Book launch / Lecture 'Stray: Human-Animal Ethics in the Anthropocene' by Barbara Creed

Friday 26 May 2017, 6-8pm at the Ian Potter Museum of Art

The Ian Potter Museum of Art and The Power Institute are pleased to present a talk by Barbara Creed, followed by a book launch celebrating her latest publication Stray: Human-Animal Ethics in the Anthropocene.

Barbara Creed's timely polemic Stray explores the relationship between human and animal in the context of the stray.

To celebrate the launch of this new publication, Creed, with respondent Dr Lynn Mowson, Vice Chair of the Australasian Animal Studies Association, will discuss the concept of the stray through the visual arts, film and literature, introducing the concept of the anthropogenic stray and exploring the contradictions it embodies. Following the talk, Stray will be officially launched by curator Victoria Lynn, Director, TarraWarra Museum of Art.

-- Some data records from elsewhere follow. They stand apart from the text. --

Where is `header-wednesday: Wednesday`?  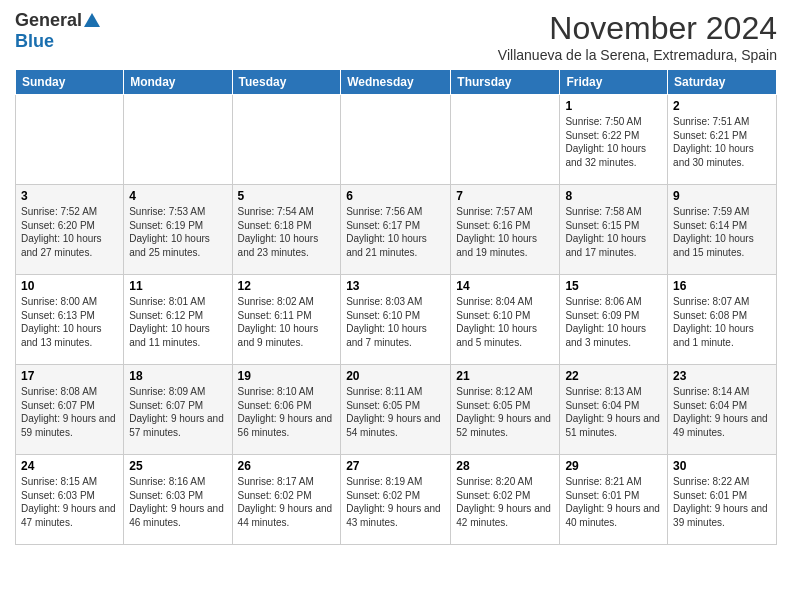
header-wednesday: Wednesday is located at coordinates (396, 82).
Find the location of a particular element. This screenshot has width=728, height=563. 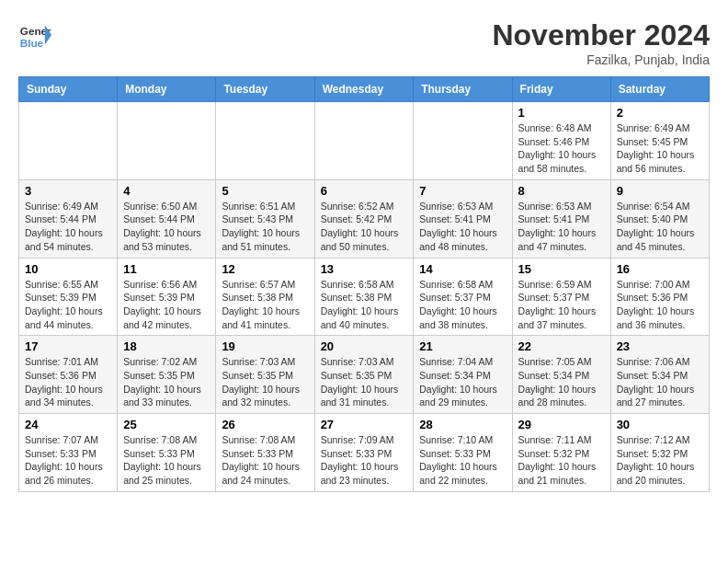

A stray, to stray, the act of straying

The stray is the outsider, other, exile, refugee - the one who lives apart from the mainstream or isolated in foreign lands. The idea of straying offers an unusual but rich concept with which to think about the shared animal-human condition and the possible fate of the earth and all species in the Anthropocene. Why do societies label certain animals as strays? How do human animals become strays? Barbara Creed will explore the concept of the stray from earliest times to the present with particular reference to the visual arts, literature and film.

Barbara Creed is a Redmond Barry Distinguished Professor at the University of Melbourne and an Honorary Professorial Fellow. She is the author of five books on feminism, sexuality, film and media including: the feminist classic, The Monstrous-Feminine: Film, Feminism, Psychoanalysis (Routledge); Media Matrix: Sexing the New Reality (Allen & Unwin), Phallic Panic: Film, Horror and the Primal Uncanny and Darwin's Screens: Evolutionary Aesthetics, Time and Sexual Display in the Cinema (both MUP).

Creed’s recent research is on animal studies, the inhuman and social justice issues; her articles have appeared in international collections and journals and have been translated into a range of foreign languages. She is presently on the editorial advisory boards of Cultural Studies Review, eTropic and the Animal Studies Journal and on the boards of the international book series, Anthem and Animal Publics. In 2006 She was elected to the Australian Academy of the Humanities and is currently the director of the Human Rights and Animal Ethics Research Network (HRAE) at the University of Melbourne.

Stray: Human-Animal Ethics in the Anthropocene will be officially launched by Victoria Lynn, Director, TarraWarra Museum of Art.